**Task description**: Exact copy, pictures excluded: reproduce every record below.

Data extracted from a collection:
.....

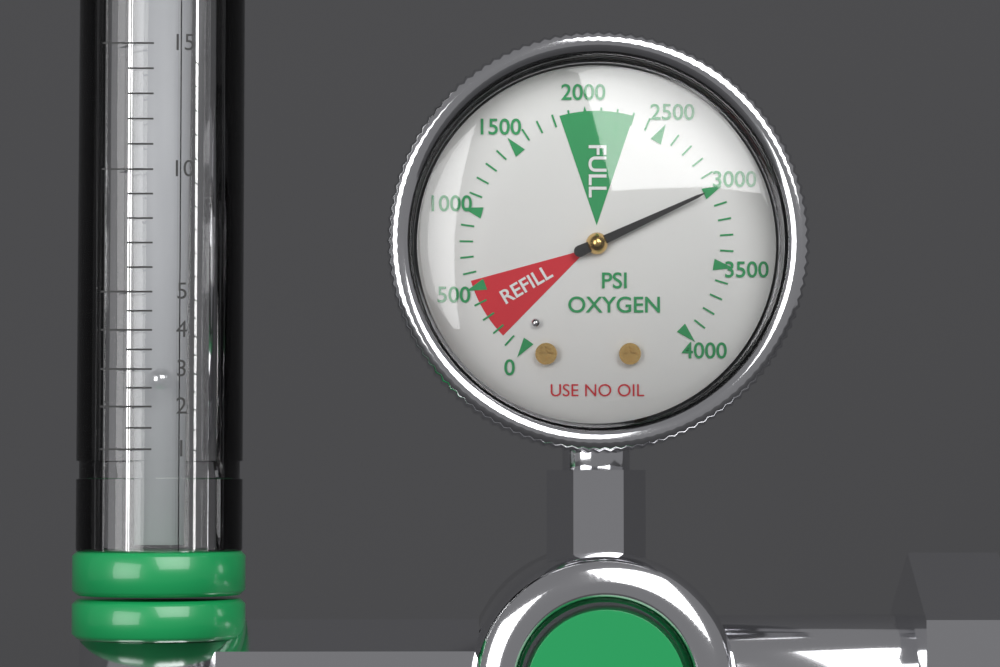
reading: 3000 psi
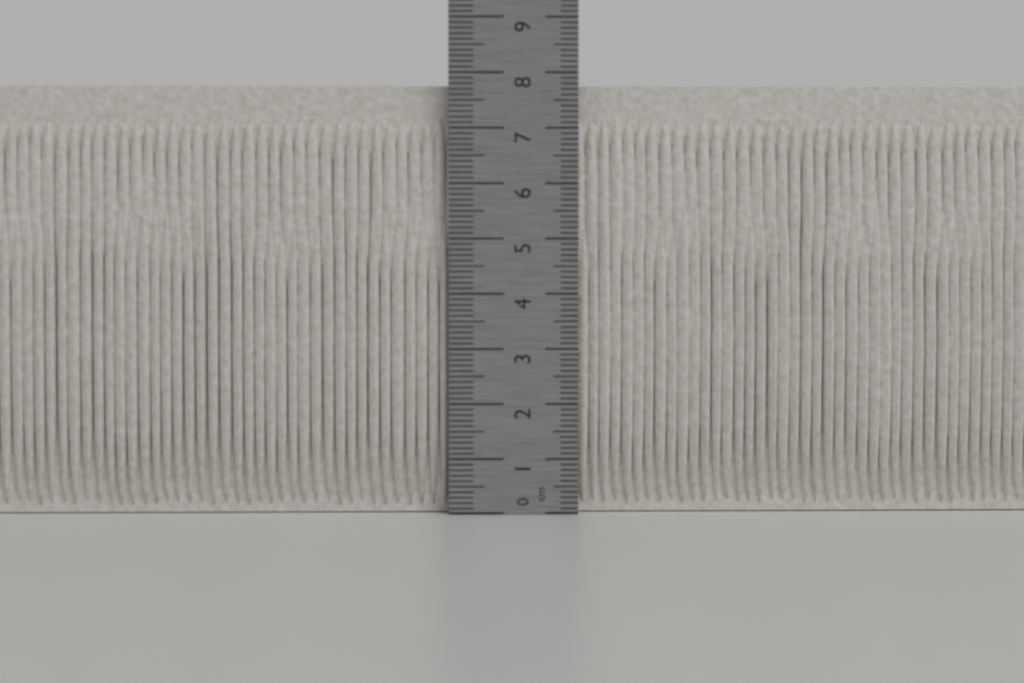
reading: 7.8 cm
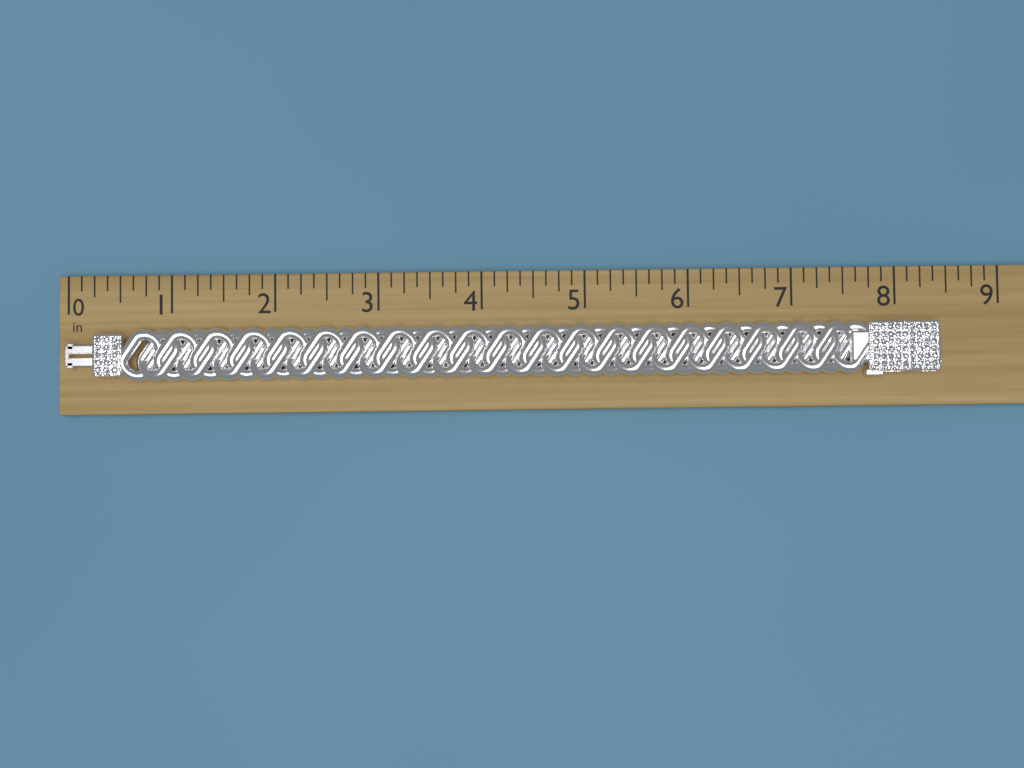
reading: 8.375 in
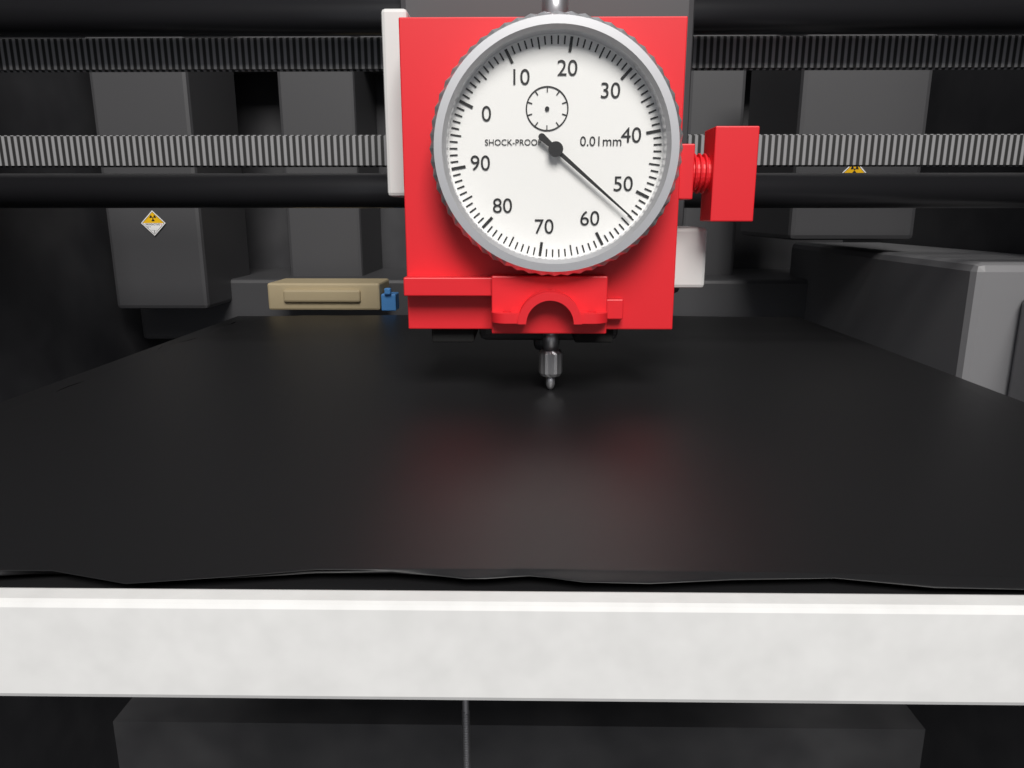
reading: 54 0.01mm
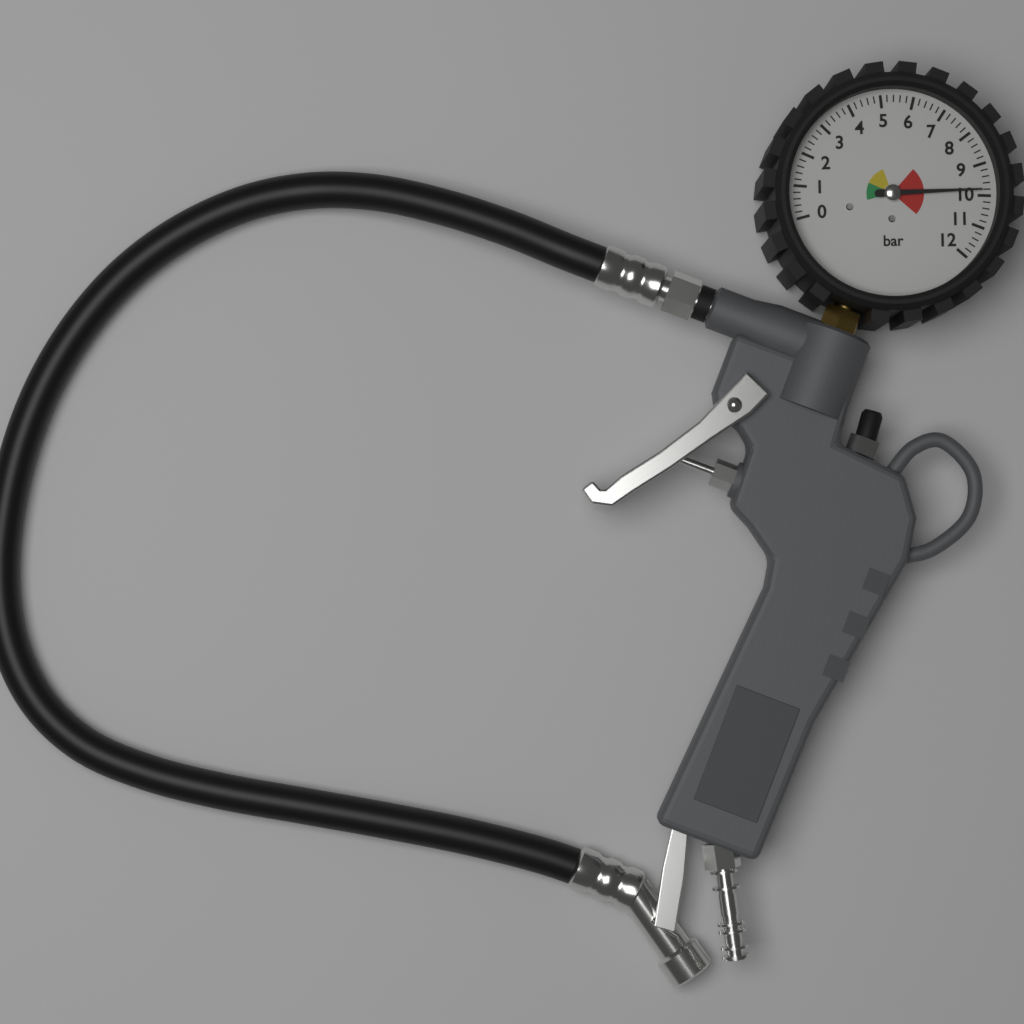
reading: 9.8 bar
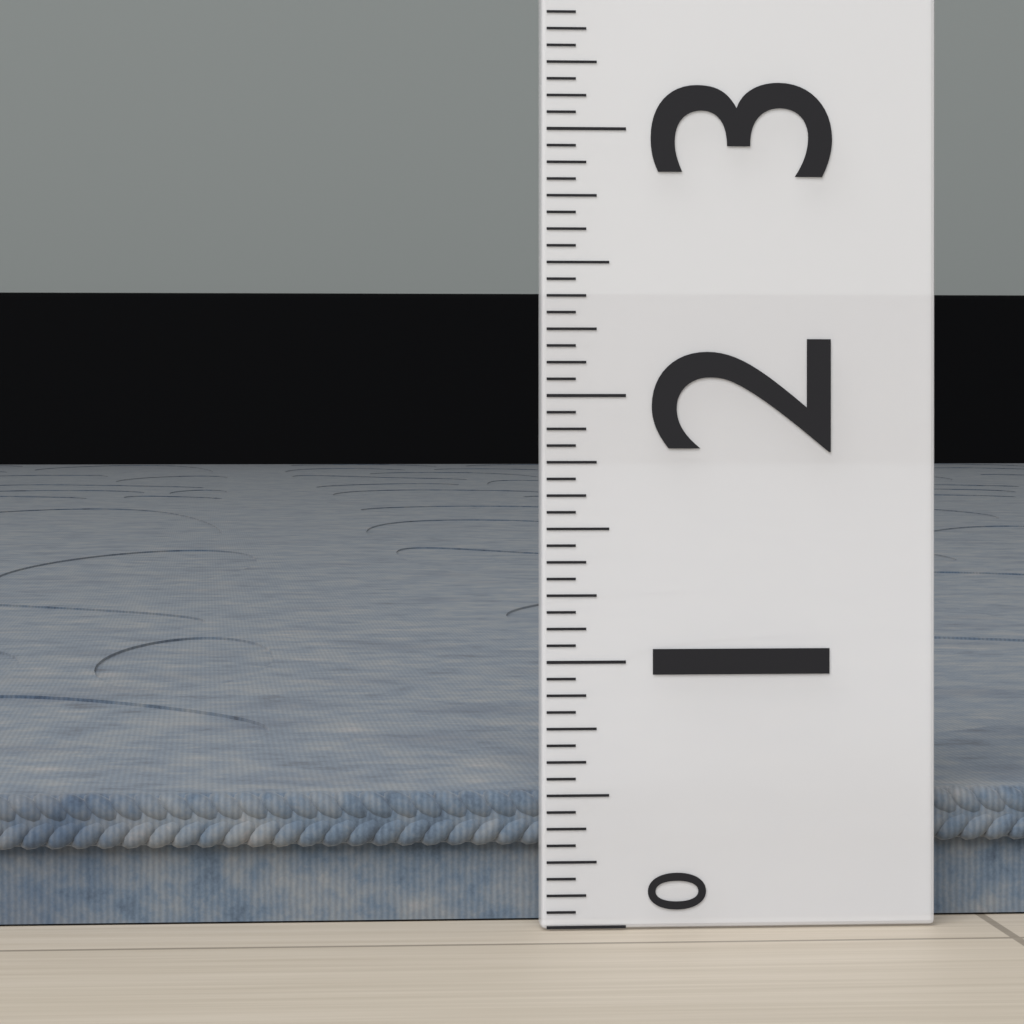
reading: 0.5000 (no unit)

.....

**Answer below**:
reading: 3000 psi
reading: 7.8 cm
reading: 8.375 in
reading: 54 0.01mm
reading: 9.8 bar
reading: 0.5000 (no unit)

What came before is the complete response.